His eyes shone briefly in the lamplight, then dimmed. “I’d not want to take time from our errand. If we stop anywhere, it ought to be Montrève.”
“It’s no time to speak of. We’d need to take lodging somewhere.” I got up and retrieved the pillow I’d thrown. “And Montrève’s not on the way. Verreuil is.”
“As you wish.” He smiled with unalloyed pleasure, rolling the map.
I was glad I could make someone happy.
Seventeen
WE SAID our farewells to Brother Selbert in the morning, standing in the courtyard.
“I am sorry,” he said, “that we could not give you the answers you sought.”
“You have given us what you had, my lord priest.” I inclined my head to him. “For that, I am grateful. It may be that the Queen will summon you to discuss your role in Imriel’s disappearance from La Serenissima. I will speak on behalf of your intentions.”

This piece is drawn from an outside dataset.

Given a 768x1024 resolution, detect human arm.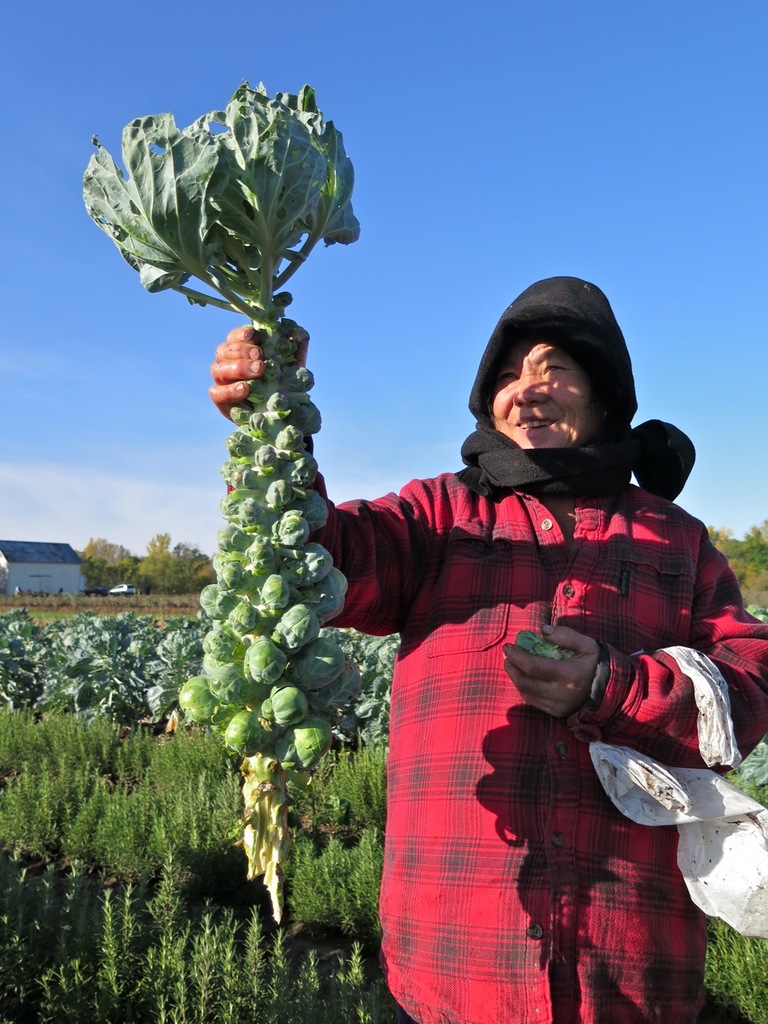
left=203, top=316, right=426, bottom=634.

Brother Selbert swallowed, his throat moving visibly. “I never meant for the boy to come to harm. I thought... I thought he could grow up freely in Elua’s grace, his spirit untrammeled by the machinations of politics.”
“I know,” I said.
“Tell them who he was.” Joscelin adjusted the buckles on his vambraces, checking and settling his weapons. “It will help them make sense of it, Brother Selbert. And they should know that not even Elua’s grace renders them invulnerable to the ill in men’s hearts.” He looked up at the priest. “Or the follies of pride.”
“I will tell them.” Brother Selbert returned his gaze unflinching. “Do not be quick to judge me, Cassiline. Can you claim to know the whole of Elua’s will?”
“No,” Joscelin said quietly. At the far end of the courtyard, the young acolyte Liliane emerged from the arch of the stableway, craning her head to smile at the morning sun, our mounts and pack-mules trailing after her like ducklings following their mother. “There are mysteries no one can fathom.”
“Even so.” The priest nodded. “And there are purposes too deep for us to grasp.”
I could have sworn, from the sleek condition of their coats, their renewed reserves of vigor, that our animals had spent a month rather than a day basking in the sunlit paddocks of Elua’s sanctuary. My mare frisked like a filly crossing the bridge, dancing and shying at the hollow echo of her hoofbeats on the wooden planks.